Comment Re:Victory For Freedom (Score 2) 853
In the context of wireless, it's not trivial. There are spectrum auctions, licensing, site acquisition and leasing, marketing and customer support. The fact that you call it trivial betrays a certain ignorance on the topic. It's not dial-up.
More importantly, the "entitlement-crowd" is also known as "the customer crowd". As it stands at this very moment, I have an entitlement with AT&T for data carriage services from my smart phone to any site I so desire. That entitlement remains as long as my check cashes. If AT&T decides that their network infrastructure provides a better return on investment by prioritizing or engaging in tiers of service, then I will indeed find another ISP. And if necessary, I will go without a smart phone if it no longer fits what deem as an acceptable level of service.
I'm not alone in this thinking. While I greatly enjoy all the benefits of a smart phone with internet connectivity, piss me off and I'll slide my SIM into my $40 dumb phone, cancel all my data plans and AT&T just lost $180 month while conniving to get an extra $20 a month out of me in incremental service charges.

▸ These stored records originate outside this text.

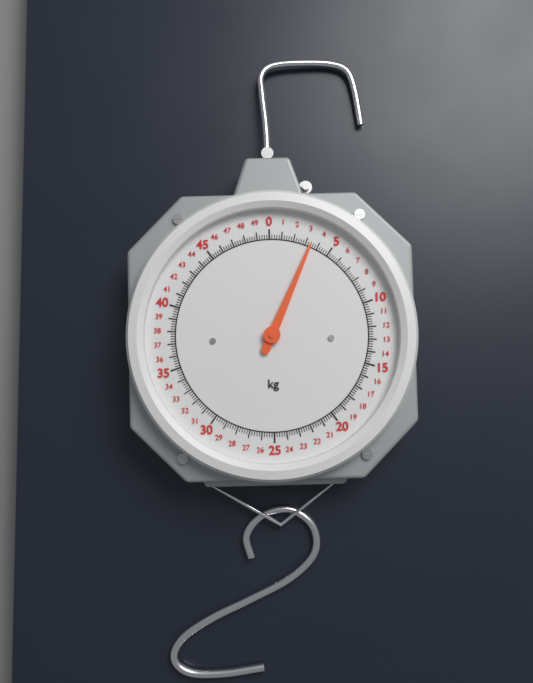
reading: 3.4 kg
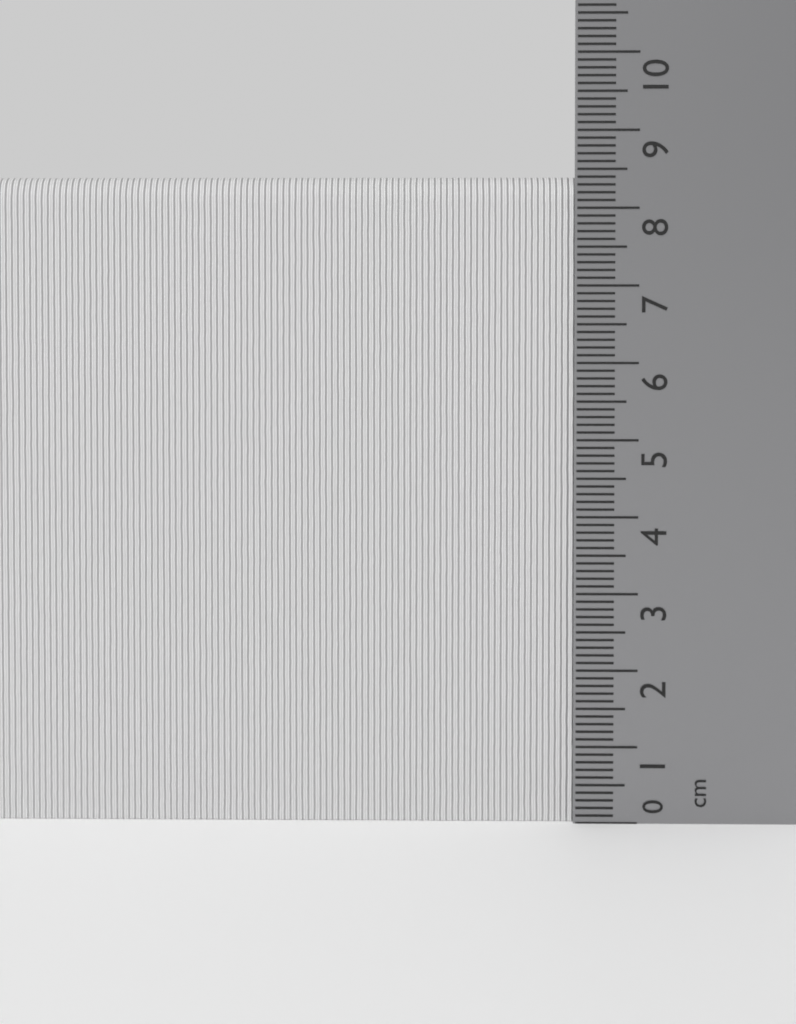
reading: 8.4 cm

Having worked in the wireless industry, I agree that wireless data is fundamentally different than cable or wire-line access due to the scarcity of spectrum. But that isn't an open invitation to fleece the customer, and that is what this is about more than anything. Wall Street wants an ever increasing amount of flesh, and managers are required to deliver in order to justify their own entitlements.